Discover the secrets behind some amazing inventions! Through observation, experimentation, and perseverance, humansthrough the ages have managed to solve a whole array of perplexingproblems. These solutions have included such incredible inventionsas the parachute, the periscope, the solar water heater, thesuspension bridge, the stethoscope, and many more. Now, with Builda Better Mousetrap in hand, you too can experience your own Eureka!moments of inspiration and sharpen your problem-solving skills aswell, while you explore the history and science behind some of theworld's most exciting inventions. With this collection of fascinating, hands-on projects you'lldiscover the answers to such intriguing questions as: Who inventedthe hovercraft? Why is there a hole in the top of a parachute? Whatis an Aerobie and why does it fly so well? And you'll be encouragedto come up with your own awesome inventions. With easy-to-followinstructions on how to make everything from a rocket, to akaleidoscope, to a bottle organ, Build a Better Mousetrap is filledwith enough exciting projects and challenges to get you started ona lifetime of invention.

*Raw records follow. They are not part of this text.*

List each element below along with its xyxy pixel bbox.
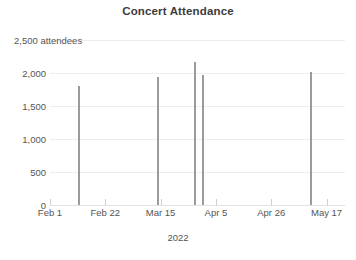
x-axis-tick-label: Feb 22 — [91, 207, 121, 218]
x-axis-tick-label: May 17 — [311, 207, 342, 218]
x-axis-tick — [161, 199, 162, 205]
x-axis-tick — [50, 199, 51, 205]
y-axis-tick-label: 1,500 — [22, 101, 46, 112]
bar[interactable] — [202, 75, 204, 205]
x-axis-tick-label: Mar 15 — [146, 207, 176, 218]
x-axis-tick-label: Apr 5 — [205, 207, 228, 218]
chart-title: Concert Attendance — [0, 5, 356, 17]
bars-layer — [50, 40, 345, 205]
bar[interactable] — [78, 86, 80, 205]
bar[interactable] — [194, 62, 196, 205]
x-axis-title: 2022 — [0, 232, 356, 243]
x-axis-tick-label: Feb 1 — [38, 207, 62, 218]
x-axis-tick — [271, 199, 272, 205]
x-axis-tick — [216, 199, 217, 205]
y-axis-tick-label: 500 — [30, 167, 46, 178]
bar[interactable] — [310, 72, 312, 205]
plot-area — [50, 40, 345, 205]
y-axis-tick-label: 1,000 — [22, 134, 46, 145]
concert-attendance-chart: Concert Attendance 05001,0001,5002,0002,… — [0, 0, 356, 260]
y-axis-tick-label: 2,000 — [22, 68, 46, 79]
x-axis-tick — [105, 199, 106, 205]
x-axis-ticks — [50, 199, 345, 206]
x-axis-labels: Feb 1Feb 22Mar 15Apr 5Apr 26May 17 — [0, 207, 356, 221]
x-axis-tick — [327, 199, 328, 205]
bar[interactable] — [157, 77, 159, 205]
x-axis-tick-label: Apr 26 — [257, 207, 285, 218]
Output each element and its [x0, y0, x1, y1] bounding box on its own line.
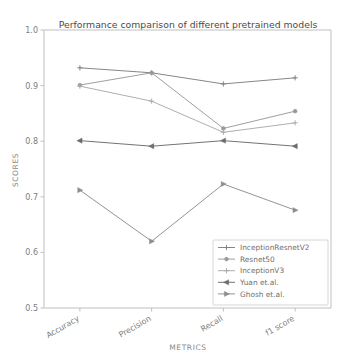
legend-label: Yuan et.al.	[239, 278, 279, 287]
chart-figure: Performance comparison of different pret…	[0, 0, 356, 364]
chart-legend[interactable]: InceptionResnetV2Resnet50InceptionV3Yuan…	[213, 240, 328, 305]
y-axis-title: SCORES	[11, 153, 20, 187]
legend-label: Resnet50	[240, 255, 275, 264]
x-axis-ticks: AccuracyPrecisionRecallf1 score	[45, 308, 296, 340]
series-yuan-et-al	[77, 138, 297, 149]
chart-canvas: Performance comparison of different pret…	[0, 0, 356, 364]
y-tick-label: 0.6	[25, 248, 38, 257]
x-tick-label: Recall	[199, 314, 224, 334]
y-tick-label: 0.7	[25, 193, 38, 202]
x-tick-label: f1 score	[264, 314, 296, 338]
legend-label: InceptionV3	[240, 266, 284, 275]
series-ghosh-et-al	[78, 181, 298, 243]
legend-label: InceptionResnetV2	[240, 243, 309, 252]
y-tick-label: 0.8	[25, 137, 38, 146]
y-tick-label: 0.9	[25, 82, 38, 91]
legend-label: Ghosh et.al.	[240, 290, 285, 299]
x-tick-label: Precision	[117, 314, 152, 340]
y-axis-ticks: 0.50.60.70.80.91.0	[25, 26, 44, 313]
series-resnet50	[78, 71, 297, 130]
chart-title: Performance comparison of different pret…	[59, 19, 318, 30]
series-inceptionv3	[77, 84, 297, 135]
series-layer	[77, 65, 298, 244]
y-tick-label: 1.0	[25, 26, 38, 35]
y-tick-label: 0.5	[25, 304, 38, 313]
x-axis-title: METRICS	[169, 343, 206, 352]
x-tick-label: Accuracy	[45, 314, 81, 340]
series-inceptionresnetv2	[77, 65, 297, 86]
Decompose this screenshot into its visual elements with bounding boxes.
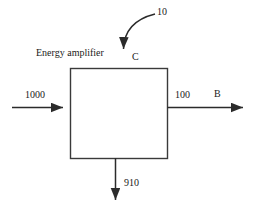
energy-amplifier-diagram: Energy amplifier 1000 10 C 100 B 910 [0,0,254,213]
process-block-label: Energy amplifier [36,48,104,58]
input-top-value-label: 10 [157,7,167,17]
input-top-curve [124,14,156,49]
stream-b-label: B [214,89,221,99]
input-main-value-label: 1000 [25,90,45,100]
output-right-value-label: 100 [175,90,190,100]
stream-c-label: C [132,52,139,62]
output-bottom-value-label: 910 [124,178,139,188]
process-block [71,69,168,159]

The must-have guide to achieving great wealth Making Millions For Dummies lays out in simple, easy-to-understand steps the best ways to achieve wealth. Through a proven methodology of saving, building a successful business, smart investing, and carefully managing assets, this up-front, reliable guide shows readers how to achieve millionaire or multimillionaire status. It provides the lowdown on making wise financial decisions, with guidance on managing investments and inheritances, minimizing taxes, making money grow, and, most important, how to avoid common and costly financial mistakes. Millionaire wannabes will see how to maintain financial security throughout their life with this easy-to-follow road map to financial independence. For individuals who yearn to make millions but don't want to be restricted to owning or running a business, the book features other options, such as inventing and patenting the next big thing, consulting, selling high-value collectibles, and flipping or owning real estate.
In a rapidly changing world, the underlying philosophies, the rationale and the appropriateness of patent law have come under question. In this insightful collection, the authors undertake a careful examination of existing patent systems and their prospects for the future. Scholars and practitioners from Japan, the US, Europe, India, Brazil and China give detailed analyses of current and likely future problems with their respective systems, and outline possible responses to them. With detailed and extensive contributions, this book will greatly appeal to students, practitioners, policymakers and academics who are interested in the problems of current patent system in the world and their future.